Urban residencies stimulate collaboration

Stepping outside of the comfort zone and taking risk became a starting point that each speaker mentioned when reviewing their various program models. New thinking is the key to a residency, from a curatorial standpoint as well as for the artist who will be the resident. Symbiotic to the process of collaboration is creating innovative, engaging, and important experiences for not only the artists but for the public, too.

One particular model of an artist residency is the retreat, or the intensive workshop. Many of them are pastoral retreats, where the artist resides on site in the company of others of like-mind. The residencies range from one month to longer, and are designed for the artists to make work without the distractions of daily life that would normally take away from their studio practices.The residencies in discussion on this day are not pastoral retreats. They are in the heart of San Francisco, and are geared toward not only an extended period of time for intensive art making, but also involve a commitment to engage with the pubic in compelling and innovative ways. All three of the programs support interdisciplinary models of making, incorporating social practice, performance, and exhibitions.

In a sense, the residency helps propel the artist from the solitary position as maker and into the active role of engagement with audiences in innovative ways. The innovation is two-fold as the projects grow between the curators and the resident artists, but also often becomes multifold depending on the additional artists or collaborators that the artist may invite to join them and expand their ideas.

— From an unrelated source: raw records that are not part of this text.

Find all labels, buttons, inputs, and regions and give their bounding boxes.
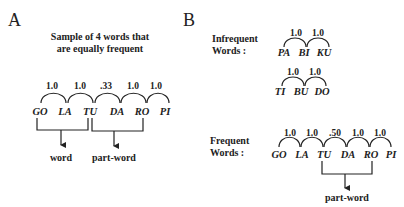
syllable: BI [297,47,310,58]
part-word-label: part-word [92,152,136,163]
tp-label: 1.0 [74,81,86,91]
panel-a-label: A [8,10,21,30]
tp-label: .33 [100,81,112,91]
infrequent-label-line2: Words : [212,45,246,56]
panel-a-arcs [41,93,169,103]
syllable: BU [293,86,310,97]
infrequent-word-2: 1.0 1.0 TI BU DO [275,67,330,97]
tp-label: 1.0 [46,81,58,91]
part-word-bracket [92,118,143,146]
syllable: PI [160,106,171,117]
tp-label: 1.0 [374,128,386,138]
syllable: LA [57,106,71,117]
syllable: PA [278,47,291,58]
syllable: PI [386,149,397,160]
panel-a-title-line1: Sample of 4 words that [51,31,150,42]
part-word-label: part-word [325,192,369,203]
panel-a: A Sample of 4 words that are equally fre… [8,10,171,163]
tp-label: 1.0 [284,128,296,138]
tp-label: 1.0 [290,28,302,38]
word-label: word [50,152,73,163]
infrequent-word-1: 1.0 1.0 PA BI KU [278,28,333,58]
syllable: KU [316,47,333,58]
syllable: DA [109,106,125,117]
panel-b-label: B [183,10,195,30]
syllable: DA [340,149,356,160]
syllable: RO [363,149,379,160]
syllable: TU [317,149,332,160]
panel-a-title-line2: are equally frequent [57,43,144,54]
panel-b: B Infrequent Words : 1.0 1.0 PA BI KU 1.… [183,10,397,203]
tp-label: 1.0 [127,81,139,91]
tp-label: 1.0 [352,128,364,138]
tp-label: 1.0 [306,128,318,138]
infrequent-label-line1: Infrequent [212,33,259,44]
tp-label: .50 [329,128,341,138]
word-bracket [37,118,88,145]
syllable: DO [313,86,330,97]
syllable: GO [32,106,48,117]
frequent-label-line2: Words : [210,147,244,158]
frequent-arcs [279,137,391,147]
syllable: LA [294,149,308,160]
syllable: GO [271,149,287,160]
syllable: RO [134,106,150,117]
tp-label: 1.0 [309,67,321,77]
frequent-label-line1: Frequent [210,135,250,146]
syllable: TI [275,86,286,97]
syllable: TU [83,106,98,117]
frequent-part-word-bracket [322,161,372,188]
tp-label: 1.0 [312,28,324,38]
tp-label: 1.0 [150,81,162,91]
tp-label: 1.0 [287,67,299,77]
statistical-learning-diagram: A Sample of 4 words that are equally fre… [0,0,404,207]
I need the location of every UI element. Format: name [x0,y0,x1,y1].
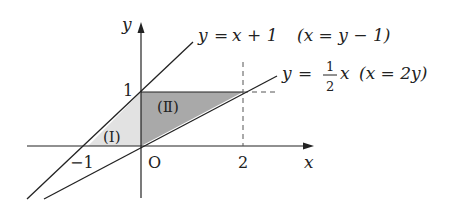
equation-line-1: y = x + 1 (x = y − 1) [197,25,390,45]
x-axis-arrow-icon [303,143,314,150]
tick-label-y-1: 1 [123,81,133,100]
tick-label-x-2: 2 [238,153,248,172]
svg-text:2: 2 [326,79,334,94]
tick-label-x-neg1: −1 [70,153,94,172]
svg-text:(x = 2y): (x = 2y) [359,63,427,83]
svg-text:y: y [281,63,292,83]
svg-text:x: x [340,63,350,83]
equation-line-2: y = 1 2 x (x = 2y) [281,59,427,94]
y-axis-label: y [121,14,132,34]
svg-text:=: = [298,63,312,83]
origin-label: O [148,153,161,172]
y-axis-arrow-icon [138,22,145,33]
svg-text:y: y [197,25,208,45]
svg-text:1: 1 [326,59,334,74]
region-2-label: (Ⅱ) [157,98,179,116]
x-axis-label: x [304,152,314,172]
svg-text:(x = y − 1): (x = y − 1) [297,25,390,45]
diagram-canvas: y x O 1 2 −1 (Ⅰ) (Ⅱ) y = x + 1 (x = y − … [0,0,464,214]
svg-text:x + 1: x + 1 [232,25,277,45]
svg-text:=: = [214,25,228,45]
region-1-label: (Ⅰ) [103,128,121,146]
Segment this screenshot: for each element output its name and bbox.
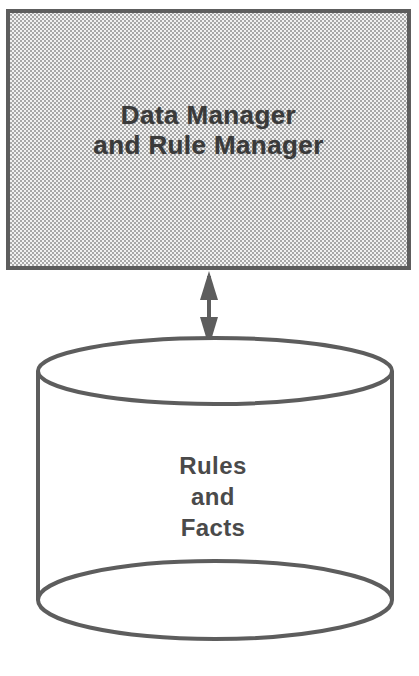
diagram-canvas: Data Manager and Rule Manager Rules and …	[0, 0, 419, 676]
connector-arrowhead-up	[200, 271, 218, 300]
data-store-label: Rules and Facts	[36, 450, 390, 544]
manager-store-connector[interactable]	[200, 271, 218, 347]
cylinder-top-ellipse	[38, 338, 392, 404]
manager-box-label: Data Manager and Rule Manager	[6, 100, 411, 160]
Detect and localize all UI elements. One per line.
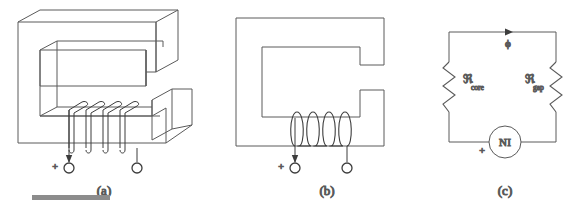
figure-svg: + (a) (0, 0, 580, 206)
figure-container: + (a) (0, 0, 580, 206)
core-reluctance-subscript: core (471, 83, 485, 92)
coil-a-turn-4 (120, 101, 139, 153)
core-reluctance-resistor (443, 62, 455, 112)
caption-b: (b) (319, 183, 334, 198)
mmf-polarity-plus: + (479, 145, 485, 156)
core-3d-bottom-seam (152, 108, 166, 116)
coil-a-turn-2 (86, 101, 105, 153)
mmf-source-label: NI (499, 136, 511, 148)
core-3d-upper-gap-face (146, 22, 156, 72)
core-2d-window-top (262, 47, 360, 65)
flux-arrow-icon (505, 28, 513, 35)
terminal-b-positive (290, 163, 300, 173)
gap-reluctance-subscript: gap (533, 83, 544, 92)
gap-reluctance-resistor (550, 62, 562, 112)
flux-label: ϕ (505, 37, 511, 49)
polarity-plus-a: + (52, 161, 58, 172)
current-arrow-b (292, 155, 298, 163)
core-3d-upper-arm-inner (40, 50, 146, 86)
core-3d-top-face (18, 10, 178, 22)
current-arrow-a (66, 155, 72, 163)
core-3d-window-top-recede (40, 41, 163, 50)
polarity-plus-b: + (278, 161, 284, 172)
scale-bar (32, 195, 110, 200)
core-3d-top-right-cap (156, 60, 178, 72)
panel-a: + (a) (18, 10, 192, 198)
coil-a (69, 101, 139, 153)
terminal-a-positive (64, 163, 74, 173)
caption-c: (c) (498, 183, 512, 198)
core-2d-outer-outline (236, 18, 384, 65)
panel-b: + (b) (236, 18, 384, 198)
panel-c: ϕ ℜ core ℜ gap NI + (c) (443, 28, 562, 198)
core-3d-window-inner-left-join (40, 107, 57, 116)
terminal-a-negative (132, 163, 142, 173)
coil-a-turn-3 (103, 101, 122, 153)
core-3d-window-outline (40, 50, 160, 116)
terminal-b-negative (342, 163, 352, 173)
core-3d-lower-block-bottom (152, 129, 172, 140)
coil-a-turn-1 (69, 101, 88, 153)
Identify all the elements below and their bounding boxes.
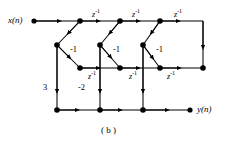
gain-label-feedback-3: -1 [156, 45, 163, 54]
delay-exp-mid-2: -1 [132, 70, 137, 76]
node-top-3 [157, 18, 163, 24]
gain-label-forward-2: -2 [78, 83, 85, 92]
diagram-canvas [0, 0, 232, 144]
delay-exp-top-2: -1 [135, 8, 140, 14]
node-bottom-2 [97, 107, 103, 113]
node-bottom-1 [54, 107, 60, 113]
node-lower-mid-4 [200, 65, 206, 71]
node-lower-mid-3 [157, 65, 163, 71]
node-bottom-3 [140, 107, 146, 113]
delay-label-top-2: z-1 [132, 8, 140, 19]
node-lower-mid-2 [117, 65, 123, 71]
input-signal-label: x(n) [8, 16, 23, 25]
node-top-2 [117, 18, 123, 24]
delay-exp-top-3: -1 [177, 8, 182, 14]
node-lower-mid-1 [77, 65, 83, 71]
figure-caption: ( b ) [101, 126, 116, 135]
node-upper-mid-2 [97, 42, 103, 48]
delay-exp-mid-3: -1 [170, 70, 175, 76]
edges-group [34, 21, 203, 110]
node-output-terminal [187, 107, 192, 112]
node-upper-mid-1 [54, 42, 60, 48]
delay-label-mid-3: z-1 [167, 70, 175, 81]
nodes-group [31, 18, 205, 113]
delay-label-mid-2: z-1 [129, 70, 137, 81]
node-upper-mid-3 [140, 42, 146, 48]
delay-label-mid-1: z-1 [88, 70, 96, 81]
gain-label-forward-1: 3 [43, 83, 47, 92]
output-signal-label: y(n) [197, 105, 212, 114]
delay-label-top-1: z-1 [92, 8, 100, 19]
delay-exp-top-1: -1 [95, 8, 100, 14]
node-top-1 [77, 18, 83, 24]
gain-label-feedback-1: -1 [70, 45, 77, 54]
delay-exp-mid-1: -1 [91, 70, 96, 76]
delay-label-top-3: z-1 [174, 8, 182, 19]
node-input-terminal [31, 18, 36, 23]
signal-flow-diagram: x(n) y(n) z-1 z-1 z-1 z-1 z-1 z-1 -1 -1 … [0, 0, 232, 144]
gain-label-feedback-2: -1 [113, 45, 120, 54]
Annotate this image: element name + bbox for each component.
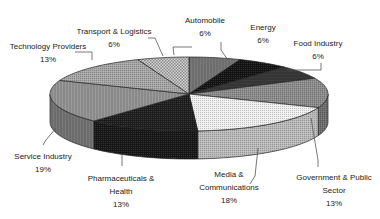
data-label: Media &Communications18% xyxy=(199,168,259,207)
data-label-category: Transport & Logistics xyxy=(77,25,152,38)
leader-line xyxy=(173,47,192,55)
pie-top-face xyxy=(50,57,328,131)
leader-line xyxy=(43,128,56,145)
data-label-category: Health xyxy=(88,185,155,198)
data-label: Service Industry19% xyxy=(14,150,71,176)
data-label-percent: 6% xyxy=(250,34,275,47)
data-label-percent: 19% xyxy=(14,163,71,176)
data-label: Transport & Logistics6% xyxy=(77,25,152,51)
data-label-category: Media & xyxy=(199,168,259,181)
leader-line xyxy=(221,42,228,60)
data-label-percent: 13% xyxy=(88,198,155,211)
data-label-category: Service Industry xyxy=(14,150,71,163)
data-label-category: Food Industry xyxy=(294,37,343,50)
data-label: Automobile6% xyxy=(185,14,225,40)
data-label: Government & PublicSector13% xyxy=(296,171,372,210)
data-label-percent: 6% xyxy=(294,50,343,63)
data-label: Energy6% xyxy=(250,21,275,47)
data-label-category: Sector xyxy=(296,184,372,197)
data-label-percent: 18% xyxy=(199,194,259,207)
data-label-percent: 6% xyxy=(77,38,152,51)
data-label-percent: 13% xyxy=(296,197,372,210)
data-label-category: Energy xyxy=(250,21,275,34)
data-label: Food Industry6% xyxy=(294,37,343,63)
data-label-category: Communications xyxy=(199,181,259,194)
data-label: Pharmaceuticals &Health13% xyxy=(88,172,155,211)
data-label-category: Pharmaceuticals & xyxy=(88,172,155,185)
data-label-percent: 13% xyxy=(10,53,86,66)
data-label-category: Automobile xyxy=(185,14,225,27)
data-label: Technology Providers13% xyxy=(10,40,86,66)
data-label-percent: 6% xyxy=(185,27,225,40)
data-label-category: Government & Public xyxy=(296,171,372,184)
data-label-category: Technology Providers xyxy=(10,40,86,53)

Collaborations in Situ drawing by Todd Berman

Drawing by Todd Berman

Taking it beyond

A key to innovation with all three of the panelists’ programming is the balance between experimentation and developing a final outcome through rigorous (and fun) exploration and incubation of new ideas. Activating space is part of the final outcome goal in order to impart cultural learning, and to question the role of institutions and their “obligation” to the public.

Through a reciprocal sharing platform, the programs can become sustainable, and be resilient engines for taking risk and being spontaneous. The artist is the centralized idea-generator and the institution or organization works closely with them to develop their concept and bring it to full fruition for the public. Because of the interdisciplinary structure of the work, and the malleability of performative works, the projects can travel – decentralizing the static position of the institution. It gives flexibility to literally drop the art at any location, even exploring new modes of exhibition through the internet, and thus removing the preciousness of site-specificity.

As the round-table continued, new topics came up as the discussion morphed into its own version of a professional performance. One of these nuggets of collective genius brainstorming was the topic of a “Road Map” for artists. In asking themselves out-loud, one has to wonder about the countless other artists that are not being represented or being accepted into their programming. There is not enough funding to include every artist, so how could they help the ones who are left out? The passion and concern to do more is there…what exactly that is will have to happen over more discussions.

Collaborations in Situ photo by Robbie Sweeny

Photo by Robbie Sweeny

Collaboration in situ: it’s meta!

An ongoing challenge of the programs was to address traditional definitions head-on and find solutions every time the word “no” comes up from partnering or governing entities. Reaching out and constantly bringing new people into the mix allows for fresh voices and new perspectives to achieving goals. This drive also creates a dynamic ripple effect throughout the community. It is a continuous learning process – one that requires constant reassessment, revisiting, changing and adjusting with each passing year as the economy changes, and as the artists’ desires change, and the wants of the public changes.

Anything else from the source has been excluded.